Yesterday, I shared some research showing how misguided redistribution policies lead to high implicit marginal tax rates that discourage work.
Then I was interviewed about a very tangible example of this phenomenon – jobless benefits that give people more money than they could earn by working.
I wrote about this specific issue in late April and shared the nearby chart to show how many people can get a lot more money if they simply choose not to work. Which is the economic equivalent of a marginal tax rate of more than 100 percent.
As I noted in yesterday’s interview, creating this kind of upside-down incentive system is crazy even by the bizarre standards of Washington policy.
The federal government is – for all intents and purposes – bribing people not to work. This will be especially harmful for low-income workers since steady employment is their best route for upward mobility.
Part of the interview focused on the Keynesian argument that unemployment benefits are “stimulus” because recipients will have more money to spend. This is not satire. I mentioned that Nancy Pelosi actually asserted the economy becomes stronger when people are paid not to work.
Needless to say, this simplistic argument overlooks the fact that government can’t give people goodies without taking the money out of the private economy in the first place.
Sadly, the perpetual motion machine of Keynesian economics is still part of the Congressional Budget Office’s methodology. Here are some excerpts from the CBO’s report on the issue of super-charged benefits.
CBO has examined the economic effects of extending the temporary increase of $600 per week in the benefit amount provided by unemployment programs. …CBO estimates that extending that increase for six months through January 31, 2021, would have the following effects: …Roughly five of every six recipients would receive benefits that exceeded the weekly amounts they could expect to earn from work during those six months. …The estimated effects on output and employment are the net results of two opposing factors. An extension of the additional benefits would boost the overall demand for goods and services, which would tend to increase output and employment. That extension would also weaken incentives to work as people compared the benefits available during unemployment to their potential earnings, and those weakened incentives would in turn tend to decrease output and employment.
Since I’ve already written many times about the flaws of Keynesian theory, let’s focus on the deleterious effect of government-subsidized unemployment.
In a column two days ago for the Wall Street Journal, Congressman James Comer of Kentucky explained how super-charged benefits have hurt his state’s economy.
Employers in Kentucky are finding it difficult to persuade employees to return to work, as nearly 40% of the state’s labor force has filed for unemployment benefits… It is clear that a system of excessive unemployment benefits has run its course. More than 60 of my colleagues in Congress plan to join me in sending a letter to House and Senate leadership to express our concerns and demand that these payments expire July 31, as the Cares Act intended. …It defies logic to extend disincentives to work when businesses are beginning to reopen. …efforts to spend the nation into oblivion and discourage Americans from working…are fundamentally opposed to the American spirit of the dignity of work. …to get back on the right track, we cannot extend the $600-a-week incentive not to return to work.
I applaud Rep. Comer.
It’s not popular to remove goodies from voters. Indeed, that’s the message of my Second Theorem of Government.
But it’s necessary if we want to restore incentives to work.
I’ll close by elaborating on the point I made in the interview about this battle being a repeat of the Obama-era fight about extended unemployment benefits.
Obama and other folks on the left said extended benefits were necessary because the unemployment rate was still high, while people like me argued that the jobless rate was still high precisely because the government was paying people not to work.
Extended benefits were finally halted in 2014, meaning we had a real-world test to see who was right. So what happened? Lo and behold, the jobless rate fell as more people went back to work.
The moral of the story, as illustrated by this satirical cartoon strip, is that people are more likely to work when the benefits of having a job and greater than the benefits of not having a job.
P.S. Here are a couple of anecdotes, one from Ohio and one from Michigan, about the perverse impact of excessive unemployment benefits during the last recession.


# AIM OF THE EXERCISE
Your answer must be an exact copy of the data, without any pictures.

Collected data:
[Start of Attachment]
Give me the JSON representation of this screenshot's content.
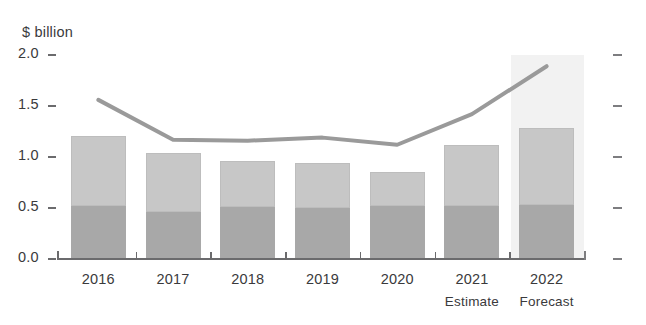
{
  "chart_data": {
    "type": "bar",
    "title": "",
    "subtitle": "",
    "xlabel": "",
    "ylabel": "$ billion",
    "ylim": [
      0.0,
      2.0
    ],
    "ytick_labels": [
      "0.0",
      "0.5",
      "1.0",
      "1.5",
      "2.0"
    ],
    "ytick_values": [
      0.0,
      0.5,
      1.0,
      1.5,
      2.0
    ],
    "grid": false,
    "legend": "none",
    "categories": [
      "2016",
      "2017",
      "2018",
      "2019",
      "2020",
      "2021",
      "2022"
    ],
    "category_sublabels": [
      "",
      "",
      "",
      "",
      "",
      "Estimate",
      "Forecast"
    ],
    "stacked": true,
    "series": [
      {
        "name": "lower-segment",
        "type": "bar",
        "color": "#a8a8a8",
        "values": [
          0.52,
          0.46,
          0.51,
          0.5,
          0.52,
          0.52,
          0.53
        ]
      },
      {
        "name": "upper-segment",
        "type": "bar",
        "color": "#c7c7c7",
        "values": [
          0.69,
          0.58,
          0.45,
          0.44,
          0.33,
          0.6,
          0.75
        ]
      },
      {
        "name": "line-series",
        "type": "line",
        "color": "#9a9a9a",
        "values": [
          1.56,
          1.17,
          1.16,
          1.19,
          1.12,
          1.42,
          1.89
        ]
      }
    ],
    "bar_totals": [
      1.21,
      1.04,
      0.96,
      0.94,
      0.85,
      1.12,
      1.28
    ],
    "highlight": {
      "category": "2022",
      "color": "#f2f2f2",
      "note": "shaded forecast column background"
    },
    "colors": {
      "bar_lower": "#a8a8a8",
      "bar_upper": "#c7c7c7",
      "line": "#9a9a9a",
      "axis": "#6b6b6d",
      "text": "#3a3a3c",
      "highlight_band": "#f2f2f2",
      "background": "#ffffff"
    }
  }
}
[End of Attachment]
# FINAL ANSWER
Give me the JSON representation of this screenshot's content.
{
  "chart_data": {
    "type": "bar",
    "title": "",
    "subtitle": "",
    "xlabel": "",
    "ylabel": "$ billion",
    "ylim": [
      0.0,
      2.0
    ],
    "ytick_labels": [
      "0.0",
      "0.5",
      "1.0",
      "1.5",
      "2.0"
    ],
    "ytick_values": [
      0.0,
      0.5,
      1.0,
      1.5,
      2.0
    ],
    "grid": false,
    "legend": "none",
    "categories": [
      "2016",
      "2017",
      "2018",
      "2019",
      "2020",
      "2021",
      "2022"
    ],
    "category_sublabels": [
      "",
      "",
      "",
      "",
      "",
      "Estimate",
      "Forecast"
    ],
    "stacked": true,
    "series": [
      {
        "name": "lower-segment",
        "type": "bar",
        "color": "#a8a8a8",
        "values": [
          0.52,
          0.46,
          0.51,
          0.5,
          0.52,
          0.52,
          0.53
        ]
      },
      {
        "name": "upper-segment",
        "type": "bar",
        "color": "#c7c7c7",
        "values": [
          0.69,
          0.58,
          0.45,
          0.44,
          0.33,
          0.6,
          0.75
        ]
      },
      {
        "name": "line-series",
        "type": "line",
        "color": "#9a9a9a",
        "values": [
          1.56,
          1.17,
          1.16,
          1.19,
          1.12,
          1.42,
          1.89
        ]
      }
    ],
    "bar_totals": [
      1.21,
      1.04,
      0.96,
      0.94,
      0.85,
      1.12,
      1.28
    ],
    "highlight": {
      "category": "2022",
      "color": "#f2f2f2",
      "note": "shaded forecast column background"
    },
    "colors": {
      "bar_lower": "#a8a8a8",
      "bar_upper": "#c7c7c7",
      "line": "#9a9a9a",
      "axis": "#6b6b6d",
      "text": "#3a3a3c",
      "highlight_band": "#f2f2f2",
      "background": "#ffffff"
    }
  }
}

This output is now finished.